Green’s Dictionary of Slang

standover n.2

[stand over v.]
(Aus.)

1. a threat, an act of intimidation; also attrib.

[Aus]K. Tennant Foveaux 176: If I’m a lawyer or a doctor and I take a couple of hundred off you for a court case that turns out a flop or an operation that kills you, what am I? A good citizen. [...] It’s all a standover.
[Aus]S.J. Baker in Sun. Herald (Sydney) 8 June 9/2: Most of these are small-time criminals. When they are pulled in by the police, often enough it is because they have [...] ‘tickled a peter’ or ‘worked a standover,’ all of which describe various forms of theft.
[Aus]K. Tennant Joyful Condemned 231: It was all a big standover. There were farmers being stood over by banks, butchers bullied by carcase butchers, bakers driven to suicide by flour millers; all one big bite.
[Aus]Advocate (Burnie, Tas.) 14 Apr. 17/5: [headline] Ian Accused of ‘Stand-Over’. [...] Ian Johnson has been wrongly accused of intimidation of Test umpires.
[Aus]B. Ellem Doing Time app. C 230: You get crammed in, pack rapes go on, there’s lots of fighting goes on, there’s lots of stand-overs going on.
[Aus]P. Doyle (con. late 1950s) Amaze Your Friends (2019) 43: A life of break-and-enters, bashings, shootings, ring-in rorts and standovers.
[NZ]D. Looser Boobslang [U. Canterbury D.Phil. thesis] 176/2: standover n. an act of theft or extortion.
[Aus]L. Redhead Cherry Pie [ebook] ‘I was manager and had a bit of a reputation for standover and so forth’.

2. in attrib. use of sense 1.

[Aus]Smith’s Wkly (Sydney) 26 Feb. 3/1: ‘No furder use for it [i.e. a pistol],’ he growled. The ‘stand-over’ racket is organised .
[Aus]Advocate (Burnie, Tas.) 20 Nov. 5/6: Serious charges of ‘stand-over’ methods by a person connected with the Government against himself were made.
[Aus]Advocate (Burnie, Tas.) 14 Sept. 7/3: Graziers alleged to-day that shearing contractors [...] were adopting ‘stand-over’ tactics to obtain more than the award rates.
[Aus]Sun. Mail (Adelaide) 25 Sept. 45/2: This guy Hassick [...] asked me for a ‘brick’ in a stand-over manner.
[Aus]M.B. ‘Chopper’ Read Chopper From The Inside 80: It worked out to about $3000 a week in slings, plus my regular standover money I’d pull off other crims.
[Aus]J. Byrell Lairs, Urgers & Coat-Tuggers 214: ‘For downright bully-boy stuff and pure standover shittiness - not to mention the abusive lingo - the Greencoat [etc].
[Aus]D. Whish-Wilson Zero at the Bone [ebook] ‘Photographing him about his business in James Street. Making his standover collections from all the shops, his trips to his boss Adamo’.

3. one who engages in intimidatory actions or words; also attrib.

[Aus]K. Tennant Foveaux 312: Curly’s profession of a ‘standover’ was no deterrent to her liking.
[Aus]Courier-Mail (Brisbane) 28 May 8/6: He is a ‘stand-over man,’ and an associate of criminals.
[Aus](con. 1941) E. Lambert Twenty Thousand Thieves 73: He’s a snob and a crawler and a bloody little standover.
[Aus]D. Niland Gold in the Streets (1966) 208: I could smash you over the bloody head, you big standover mug. Bull artist.
[Aus](con. 1945–6) P. Doyle Devil’s Jump (2008) 80: Wharfies, dockers, seamen, and assorted petty crims, prostitutes, standover thugs and lairs.
[Aus]B. Matthews Intractable [ebook] The authorities labelled the pair ‘stand-overs’ and shanghaied them to Grafton.
[Aus]D. Whish-Wilson Old Scores [ebook] Graham Farrell’s modus operandi [...] standing over standover merchants like Corvo.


If a line in the entries contains the word "span", list it.
(DATASET EXCERPTS Opens)
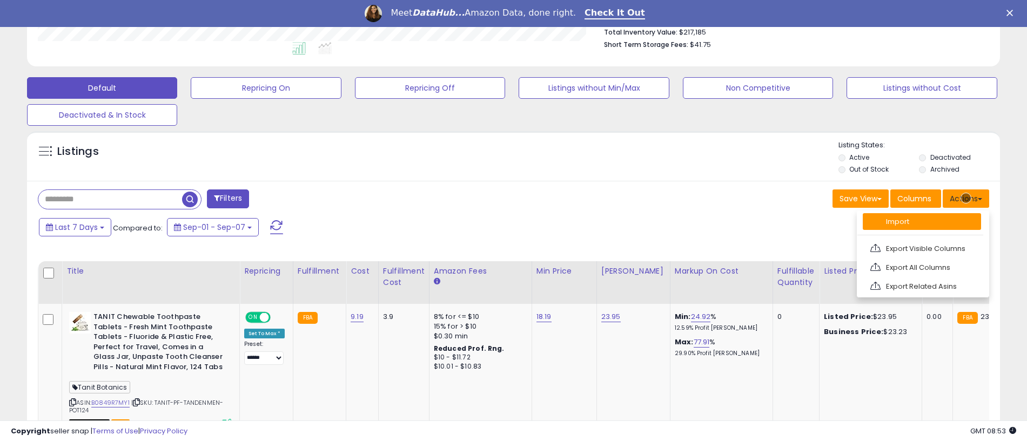 This screenshot has height=442, width=1027. What do you see at coordinates (615, 14) in the screenshot?
I see `a: Check It Out` at bounding box center [615, 14].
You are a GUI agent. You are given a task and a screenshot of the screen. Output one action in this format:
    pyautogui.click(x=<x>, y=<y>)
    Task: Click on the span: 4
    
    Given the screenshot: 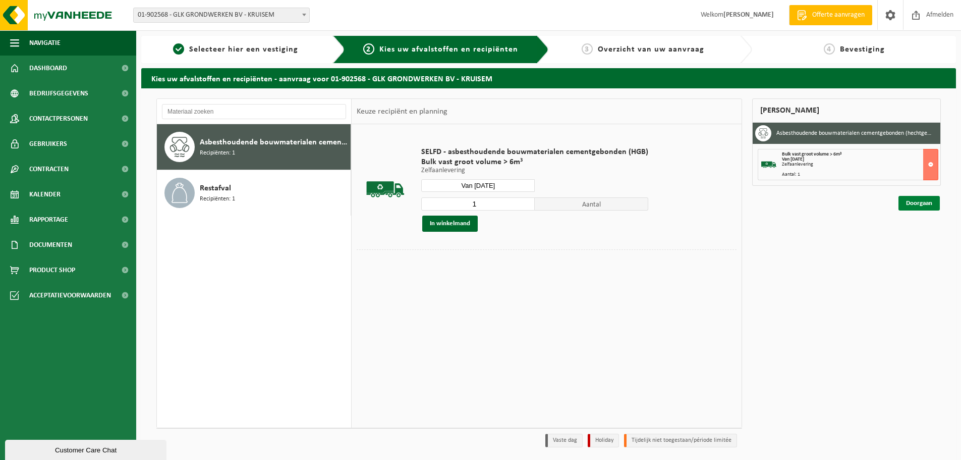 What is the action you would take?
    pyautogui.click(x=829, y=49)
    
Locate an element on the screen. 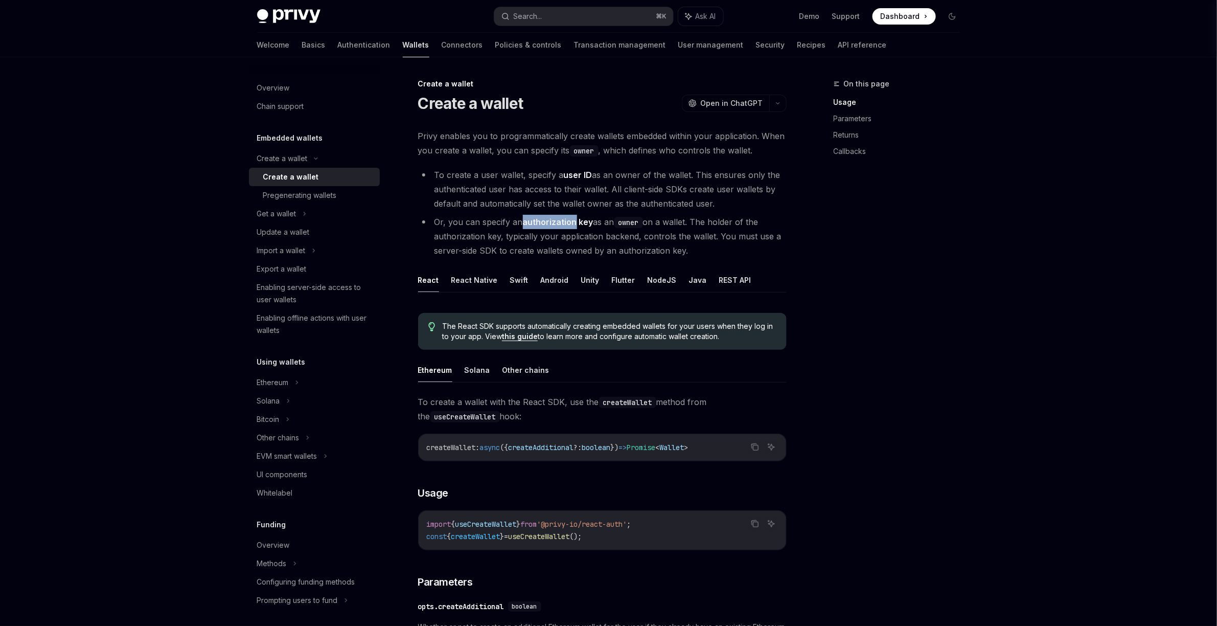 The width and height of the screenshot is (1217, 626). button: Swift is located at coordinates (519, 280).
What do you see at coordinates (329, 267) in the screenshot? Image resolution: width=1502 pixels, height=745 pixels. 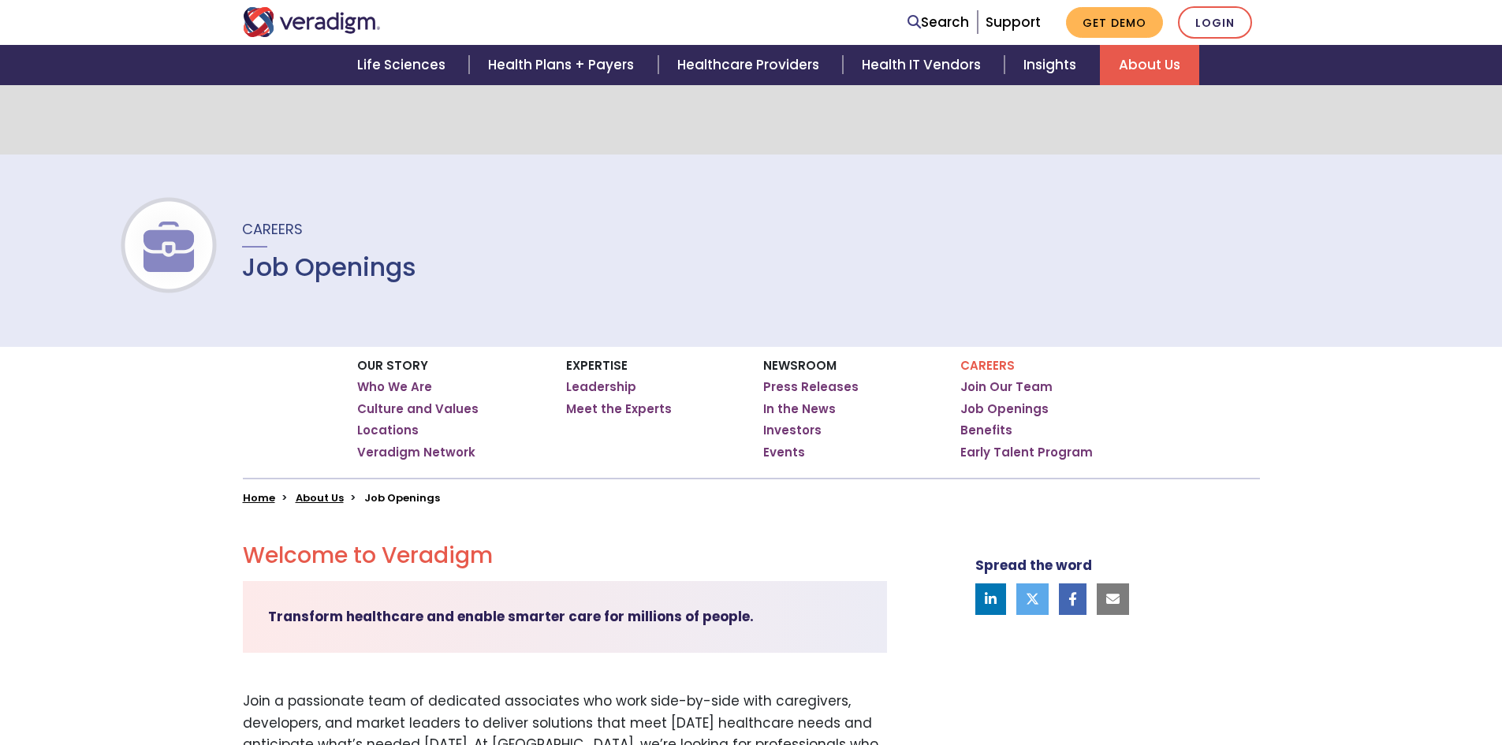 I see `h1: Job Openings` at bounding box center [329, 267].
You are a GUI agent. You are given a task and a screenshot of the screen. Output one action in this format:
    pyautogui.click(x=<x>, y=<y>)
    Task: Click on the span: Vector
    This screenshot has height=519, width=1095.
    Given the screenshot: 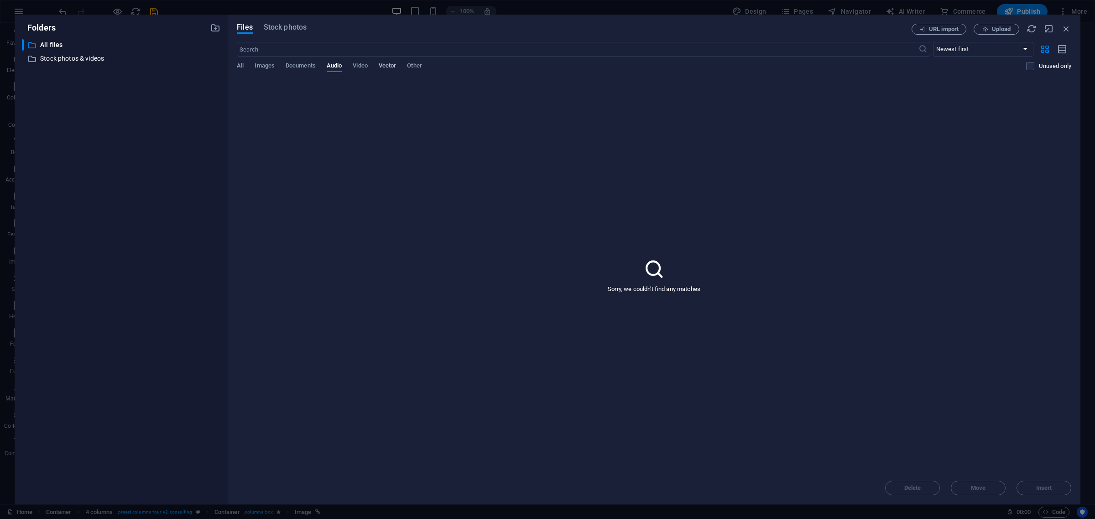 What is the action you would take?
    pyautogui.click(x=387, y=67)
    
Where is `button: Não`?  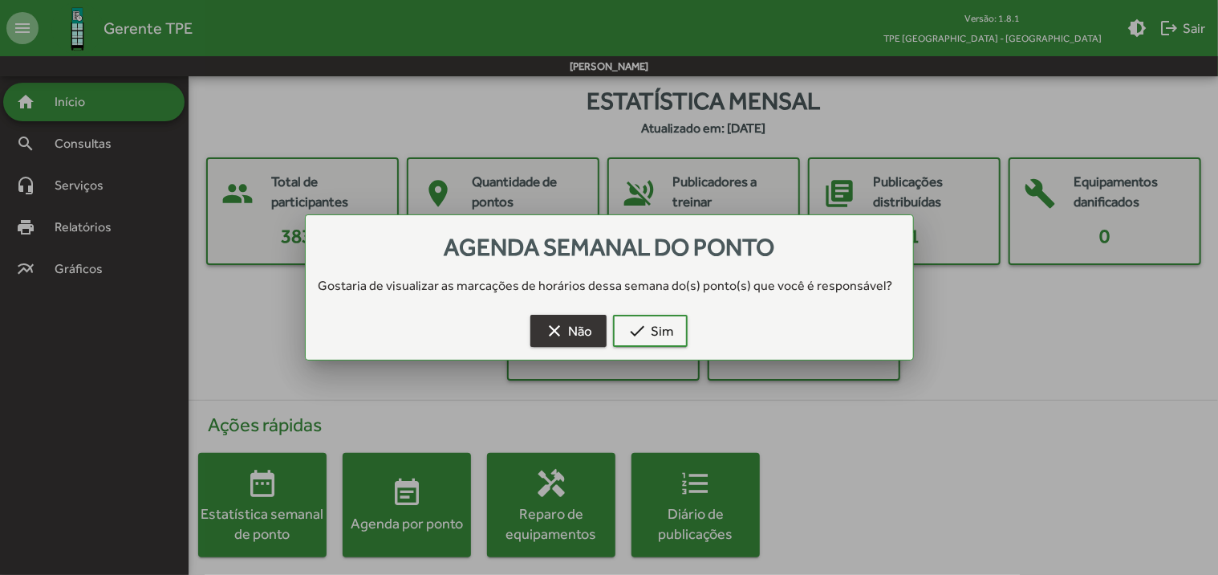 button: Não is located at coordinates (568, 331).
(DATASET EXCERPTS Closes)
• [TASK RESPONSE]
    Task: Click on the span: 4
    Task: Click on the span: Vector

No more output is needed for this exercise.